With the addition of traffic that normally uses Sycamore Avenue, “commuters are going to be really inconvenienced,” says Lieutenant Gary LaBruno, who heads the department’s traffic safety unit.

Here’s the upshot of the shutdown:

• Traffic heading eastbound on Sycamore will be funneled past the Little Silver train station onto one-way Ayres Lane, resulting in a likely crawl through a bottleneck at peak times. And because the access to the commuter parking lot is on Ayres, train riders who don’t live west of the rail line will first have to make their way over there.

• There’s no plan to lift the ban on left turns from Ayres onto Branch. “They will be summonsed if we catching them making the left,” LaBruno says of short-cutters. Instead, motorists intending to head north will be detoured down Oceanport Avenue to Silverside Avenue, then onto Conover Place and Eastview Avenue, whereupon they’ll return to Branch.

• The real slog will be heading westbound. Traffic that normally travels Sycamore will be diverted to White Road, with the exception of vehicles over four tons, which aren’t permitted except to make deliveries and pickups on White, so police will direct them to Pinckney Road, LaBruno says.
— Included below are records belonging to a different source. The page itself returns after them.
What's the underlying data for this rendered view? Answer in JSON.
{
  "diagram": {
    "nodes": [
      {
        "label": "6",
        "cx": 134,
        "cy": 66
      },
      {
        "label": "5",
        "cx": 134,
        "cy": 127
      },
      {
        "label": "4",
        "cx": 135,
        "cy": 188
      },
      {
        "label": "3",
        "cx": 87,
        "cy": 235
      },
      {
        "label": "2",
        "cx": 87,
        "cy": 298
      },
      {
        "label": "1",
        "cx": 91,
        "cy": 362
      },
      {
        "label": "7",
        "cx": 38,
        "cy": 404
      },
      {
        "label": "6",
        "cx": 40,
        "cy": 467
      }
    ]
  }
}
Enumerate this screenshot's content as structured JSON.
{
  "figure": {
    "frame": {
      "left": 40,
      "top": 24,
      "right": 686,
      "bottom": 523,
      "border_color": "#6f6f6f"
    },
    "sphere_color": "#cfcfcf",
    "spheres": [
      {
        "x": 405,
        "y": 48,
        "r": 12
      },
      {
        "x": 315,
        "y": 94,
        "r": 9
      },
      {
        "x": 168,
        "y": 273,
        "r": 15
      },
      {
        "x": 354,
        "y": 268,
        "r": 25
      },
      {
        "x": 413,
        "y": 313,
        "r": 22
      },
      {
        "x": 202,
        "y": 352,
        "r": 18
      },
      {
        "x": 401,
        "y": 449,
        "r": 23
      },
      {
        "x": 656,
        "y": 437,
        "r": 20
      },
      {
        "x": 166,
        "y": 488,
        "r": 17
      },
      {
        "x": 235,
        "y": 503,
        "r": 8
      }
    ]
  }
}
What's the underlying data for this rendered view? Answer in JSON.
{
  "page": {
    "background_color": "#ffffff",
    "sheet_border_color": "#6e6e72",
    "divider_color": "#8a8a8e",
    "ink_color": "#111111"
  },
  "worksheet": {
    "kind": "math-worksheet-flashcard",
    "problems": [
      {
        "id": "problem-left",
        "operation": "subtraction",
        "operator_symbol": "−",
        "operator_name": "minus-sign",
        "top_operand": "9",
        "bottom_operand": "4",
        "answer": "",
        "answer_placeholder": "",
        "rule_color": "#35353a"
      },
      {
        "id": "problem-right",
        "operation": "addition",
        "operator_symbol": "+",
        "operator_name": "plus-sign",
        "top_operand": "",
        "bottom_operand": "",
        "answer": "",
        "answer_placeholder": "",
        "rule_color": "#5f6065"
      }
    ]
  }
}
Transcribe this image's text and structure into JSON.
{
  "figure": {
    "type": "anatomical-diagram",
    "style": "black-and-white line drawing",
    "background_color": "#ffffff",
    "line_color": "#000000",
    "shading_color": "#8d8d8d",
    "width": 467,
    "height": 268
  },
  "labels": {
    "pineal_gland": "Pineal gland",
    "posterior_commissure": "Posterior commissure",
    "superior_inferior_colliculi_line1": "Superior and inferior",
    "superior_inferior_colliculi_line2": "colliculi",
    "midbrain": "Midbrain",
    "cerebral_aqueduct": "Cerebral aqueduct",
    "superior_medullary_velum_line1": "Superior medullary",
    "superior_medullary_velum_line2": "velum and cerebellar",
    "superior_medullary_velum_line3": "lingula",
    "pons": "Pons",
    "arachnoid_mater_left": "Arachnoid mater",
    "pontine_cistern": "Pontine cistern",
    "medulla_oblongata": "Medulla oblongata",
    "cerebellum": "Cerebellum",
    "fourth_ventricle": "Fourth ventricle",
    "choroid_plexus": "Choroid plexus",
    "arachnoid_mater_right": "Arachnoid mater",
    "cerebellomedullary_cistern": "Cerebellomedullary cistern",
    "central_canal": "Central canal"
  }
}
To handle the mess, Little Silver plans to have officers at four locations from 7 a.m. to 10 a.m. and 4 p.m. to 7 p.m. weekdays: Silverside and Oceanport; White and Branch; Rumson Road and Branch; and Pinckney and Branch.

LaBruno says one key to making the two-week ordeal easier is having motorists plan ahead and exercise restraint.

“People should expect delays,” he says. “Certainly, patience helps, because when people get antsy, they take the chances.” And even fender-benders could throw a wrench into the works, he says.

Remember: Nothing makes a Red Bank friend happier than to hear "I saw you on Red Bank Green!"